Real-time event summarization is an essential task in natural language processing and information retrieval areas. Despite the progress of previous work, generating relevant, non-redundant, and timely event summaries remains challenging in practice. In this paper, we propose a Deep Reinforcement learning framework for real-time Event Summarization (DRES), which shows promising performance for resolving all three challenges (i.e., relevance, non-redundancy, timeliness) in a unified framework. Specifically, we (i) devise a hierarchical cross-attention network with intra- and inter-document attentions to integrate important semantic features within and between the query and input document for better text matching.
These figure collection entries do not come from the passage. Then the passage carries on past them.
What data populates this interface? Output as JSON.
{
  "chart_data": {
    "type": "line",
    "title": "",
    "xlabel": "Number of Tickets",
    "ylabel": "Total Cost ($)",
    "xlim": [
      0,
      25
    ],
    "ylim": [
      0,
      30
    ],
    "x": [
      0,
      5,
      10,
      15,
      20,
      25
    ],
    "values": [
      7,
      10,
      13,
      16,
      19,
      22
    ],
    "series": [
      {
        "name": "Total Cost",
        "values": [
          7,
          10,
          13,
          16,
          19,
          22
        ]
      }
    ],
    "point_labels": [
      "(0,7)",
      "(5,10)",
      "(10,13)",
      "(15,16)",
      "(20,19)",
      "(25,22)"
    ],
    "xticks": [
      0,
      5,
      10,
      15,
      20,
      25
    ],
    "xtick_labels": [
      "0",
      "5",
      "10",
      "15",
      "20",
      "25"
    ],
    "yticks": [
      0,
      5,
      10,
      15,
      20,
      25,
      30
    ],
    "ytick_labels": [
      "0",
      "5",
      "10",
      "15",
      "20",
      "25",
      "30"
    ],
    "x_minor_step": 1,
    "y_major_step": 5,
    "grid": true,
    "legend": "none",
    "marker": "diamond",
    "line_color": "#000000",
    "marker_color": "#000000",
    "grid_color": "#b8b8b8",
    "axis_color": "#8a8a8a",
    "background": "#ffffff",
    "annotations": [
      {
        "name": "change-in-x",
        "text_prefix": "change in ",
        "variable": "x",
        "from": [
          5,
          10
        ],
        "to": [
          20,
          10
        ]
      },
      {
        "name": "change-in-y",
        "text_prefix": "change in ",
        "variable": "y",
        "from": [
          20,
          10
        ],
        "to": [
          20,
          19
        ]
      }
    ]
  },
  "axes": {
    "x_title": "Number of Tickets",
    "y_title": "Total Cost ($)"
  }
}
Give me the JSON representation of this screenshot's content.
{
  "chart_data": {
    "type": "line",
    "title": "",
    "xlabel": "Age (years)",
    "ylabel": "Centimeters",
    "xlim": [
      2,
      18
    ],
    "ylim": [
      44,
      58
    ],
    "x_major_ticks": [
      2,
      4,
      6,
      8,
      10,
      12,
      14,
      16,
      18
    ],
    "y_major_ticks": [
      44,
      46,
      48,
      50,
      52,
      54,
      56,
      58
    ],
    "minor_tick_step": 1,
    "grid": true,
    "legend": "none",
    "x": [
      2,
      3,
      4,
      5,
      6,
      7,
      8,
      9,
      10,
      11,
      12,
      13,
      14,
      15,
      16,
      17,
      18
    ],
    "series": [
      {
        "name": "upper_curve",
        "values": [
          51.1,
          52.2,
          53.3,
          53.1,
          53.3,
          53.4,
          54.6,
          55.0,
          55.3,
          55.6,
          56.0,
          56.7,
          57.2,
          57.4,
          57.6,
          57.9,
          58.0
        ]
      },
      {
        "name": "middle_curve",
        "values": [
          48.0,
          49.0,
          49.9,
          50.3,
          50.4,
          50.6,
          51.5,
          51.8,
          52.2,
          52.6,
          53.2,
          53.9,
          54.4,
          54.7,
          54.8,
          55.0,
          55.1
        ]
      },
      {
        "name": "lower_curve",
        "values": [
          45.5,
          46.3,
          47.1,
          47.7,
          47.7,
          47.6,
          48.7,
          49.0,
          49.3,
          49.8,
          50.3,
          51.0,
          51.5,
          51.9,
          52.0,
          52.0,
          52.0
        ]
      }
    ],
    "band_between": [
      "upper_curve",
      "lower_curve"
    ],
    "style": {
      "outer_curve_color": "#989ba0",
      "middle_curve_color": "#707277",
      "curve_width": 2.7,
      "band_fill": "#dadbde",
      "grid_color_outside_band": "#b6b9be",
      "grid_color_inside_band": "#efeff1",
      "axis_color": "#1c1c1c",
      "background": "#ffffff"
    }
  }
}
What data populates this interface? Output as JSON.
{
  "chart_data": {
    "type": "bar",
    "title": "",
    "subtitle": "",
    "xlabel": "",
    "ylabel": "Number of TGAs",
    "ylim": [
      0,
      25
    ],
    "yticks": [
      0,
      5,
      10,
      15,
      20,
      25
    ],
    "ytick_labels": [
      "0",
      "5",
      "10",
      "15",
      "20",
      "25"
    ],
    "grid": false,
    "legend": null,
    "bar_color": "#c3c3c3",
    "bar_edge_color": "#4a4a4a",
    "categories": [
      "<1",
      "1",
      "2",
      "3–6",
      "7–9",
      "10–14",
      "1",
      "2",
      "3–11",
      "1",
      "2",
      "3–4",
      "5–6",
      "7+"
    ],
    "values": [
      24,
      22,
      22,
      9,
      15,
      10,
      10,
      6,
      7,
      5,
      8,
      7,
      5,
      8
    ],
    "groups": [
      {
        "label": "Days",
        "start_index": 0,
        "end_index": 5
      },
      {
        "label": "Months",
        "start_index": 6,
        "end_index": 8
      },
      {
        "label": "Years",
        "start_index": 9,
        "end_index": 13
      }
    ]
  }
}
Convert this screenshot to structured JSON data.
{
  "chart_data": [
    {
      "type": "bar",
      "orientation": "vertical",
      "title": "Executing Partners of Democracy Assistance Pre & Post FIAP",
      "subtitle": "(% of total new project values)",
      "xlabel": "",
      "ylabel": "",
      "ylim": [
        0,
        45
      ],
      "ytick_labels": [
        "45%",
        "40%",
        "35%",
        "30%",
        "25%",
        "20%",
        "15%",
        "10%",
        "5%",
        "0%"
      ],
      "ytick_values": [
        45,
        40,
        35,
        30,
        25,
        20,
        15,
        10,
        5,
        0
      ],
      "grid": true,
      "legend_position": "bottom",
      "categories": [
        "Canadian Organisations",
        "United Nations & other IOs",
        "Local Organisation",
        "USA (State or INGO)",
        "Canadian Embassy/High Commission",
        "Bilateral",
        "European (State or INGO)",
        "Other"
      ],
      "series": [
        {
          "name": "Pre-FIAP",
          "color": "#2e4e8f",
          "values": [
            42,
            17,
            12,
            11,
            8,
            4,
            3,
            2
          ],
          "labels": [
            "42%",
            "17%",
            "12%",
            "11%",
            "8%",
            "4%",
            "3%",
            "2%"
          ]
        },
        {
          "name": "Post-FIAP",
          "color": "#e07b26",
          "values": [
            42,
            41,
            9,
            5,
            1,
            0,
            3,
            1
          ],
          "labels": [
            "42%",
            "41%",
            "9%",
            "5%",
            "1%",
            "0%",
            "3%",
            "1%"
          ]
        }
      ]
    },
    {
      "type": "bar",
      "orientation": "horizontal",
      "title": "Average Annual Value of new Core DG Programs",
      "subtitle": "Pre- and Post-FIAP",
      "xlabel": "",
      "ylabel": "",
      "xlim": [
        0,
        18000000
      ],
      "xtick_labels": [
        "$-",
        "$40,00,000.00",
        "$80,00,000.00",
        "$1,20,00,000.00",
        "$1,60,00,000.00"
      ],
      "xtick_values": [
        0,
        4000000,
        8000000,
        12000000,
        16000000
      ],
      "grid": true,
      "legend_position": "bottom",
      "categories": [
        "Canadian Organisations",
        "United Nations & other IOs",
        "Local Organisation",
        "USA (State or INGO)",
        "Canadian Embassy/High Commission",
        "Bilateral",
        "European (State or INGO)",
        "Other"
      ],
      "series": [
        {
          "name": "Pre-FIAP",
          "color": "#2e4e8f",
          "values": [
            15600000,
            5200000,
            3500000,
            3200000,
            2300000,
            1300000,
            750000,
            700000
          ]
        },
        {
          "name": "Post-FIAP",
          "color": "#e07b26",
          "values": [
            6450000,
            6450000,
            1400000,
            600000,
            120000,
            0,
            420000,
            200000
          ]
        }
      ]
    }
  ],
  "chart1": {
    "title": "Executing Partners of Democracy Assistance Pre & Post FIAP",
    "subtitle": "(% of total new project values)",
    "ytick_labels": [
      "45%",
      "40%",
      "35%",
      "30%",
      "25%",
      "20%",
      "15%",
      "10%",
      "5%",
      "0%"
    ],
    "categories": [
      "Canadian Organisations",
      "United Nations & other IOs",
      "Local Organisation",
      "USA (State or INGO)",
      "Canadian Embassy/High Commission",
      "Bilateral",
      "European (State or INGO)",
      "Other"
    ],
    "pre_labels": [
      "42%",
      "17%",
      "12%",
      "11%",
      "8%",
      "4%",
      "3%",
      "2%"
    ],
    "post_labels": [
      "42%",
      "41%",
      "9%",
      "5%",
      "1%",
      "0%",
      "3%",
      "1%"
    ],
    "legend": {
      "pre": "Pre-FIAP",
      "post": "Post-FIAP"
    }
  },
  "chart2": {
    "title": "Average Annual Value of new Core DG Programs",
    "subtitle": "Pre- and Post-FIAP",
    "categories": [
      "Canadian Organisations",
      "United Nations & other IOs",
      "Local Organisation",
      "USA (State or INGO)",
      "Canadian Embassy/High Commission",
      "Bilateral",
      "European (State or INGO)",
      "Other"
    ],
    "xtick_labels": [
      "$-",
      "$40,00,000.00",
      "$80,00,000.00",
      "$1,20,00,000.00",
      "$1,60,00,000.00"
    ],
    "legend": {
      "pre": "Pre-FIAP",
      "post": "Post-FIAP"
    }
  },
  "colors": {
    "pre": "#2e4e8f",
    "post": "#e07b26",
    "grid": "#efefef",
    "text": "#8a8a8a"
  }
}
In addition, relevance prediction is leveraged as an auxiliary task to strengthen the document modeling and help to extract relevant documents; (ii) propose a multi-topic dynamic memory network to capture the sequential patterns of different topics belonging to the event of interest and temporally memorize the input facts from the evolving document stream, avoiding extracting redundant information at each time step; (iii) consider both historical dependencies and future uncertainty of the document stream for generating relevant and timely summaries by exploiting the reinforcement learning technique. Experimental results on two real-world datasets have demonstrated the advantages of DRES model with significant improvement in generating relevant, non-redundant, and timely event summaries against the state-of-the-arts.